For some reason your book won't allow me in.
I'm very familiar with the Murray Springs Site having Black Mat samples, a marvelous Clovis hammer stone rescued from a flash flood & some crumbs that are all that remain when mammoth bone is exposed to the environment.
IIRC Vance finally came out against the BM theory and I had read his thoughts on the subject some time ago. BTW the Murray Springs dig was finally written up, ~40 yrs after work was completed.
The dating on your beach mat is ~10Kyr too young, but I have read that finds have been made in Northern Europe, possibly England? One of the easy ways to eliminate false finds is a strong magnet - the BM contains magnetic particles. Enclosing the magnet in a condom will allow the particles to be removed easily.

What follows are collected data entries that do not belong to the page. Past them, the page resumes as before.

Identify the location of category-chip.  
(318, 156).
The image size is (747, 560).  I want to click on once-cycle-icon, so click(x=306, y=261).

Not aware if you have any ice age bones lying about in your region, but if the black mat is there, it will drape them, but never be found under them.

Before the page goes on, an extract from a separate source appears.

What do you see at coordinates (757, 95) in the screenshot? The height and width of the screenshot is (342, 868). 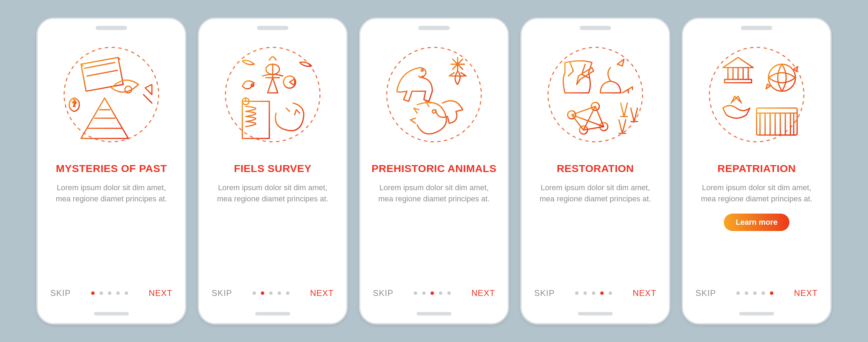 I see `repatriation-icon` at bounding box center [757, 95].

That is one beautiful beach - I'm envious!
We used the strata as a marker to know when we were close to ice age or Clovis goodies decades before anyone had any idea of what it was it why it was there.
Goodyear and Firestone are still the authorities when it comes to the BM, although a very well thought of anthropologist at ROM (Royal Ontario Museum) in Toronto has told me that after finding magnetic particles embedded the upper portions of most of the Mammoth and Mastodon tusks in their collection, he's become a true believer.
He gave a wonderful lecture a few years back for the OAS (Ontario Archaeologist Society) with samples, tusks and a magnet, ever brought a ball thrower for his dog as an example of a modern atlatl
- I provided some samples from further afield.
[size=78%] [/size]Terry
BTW If I'm drifting into the pedantic please, gently, make me aware of it.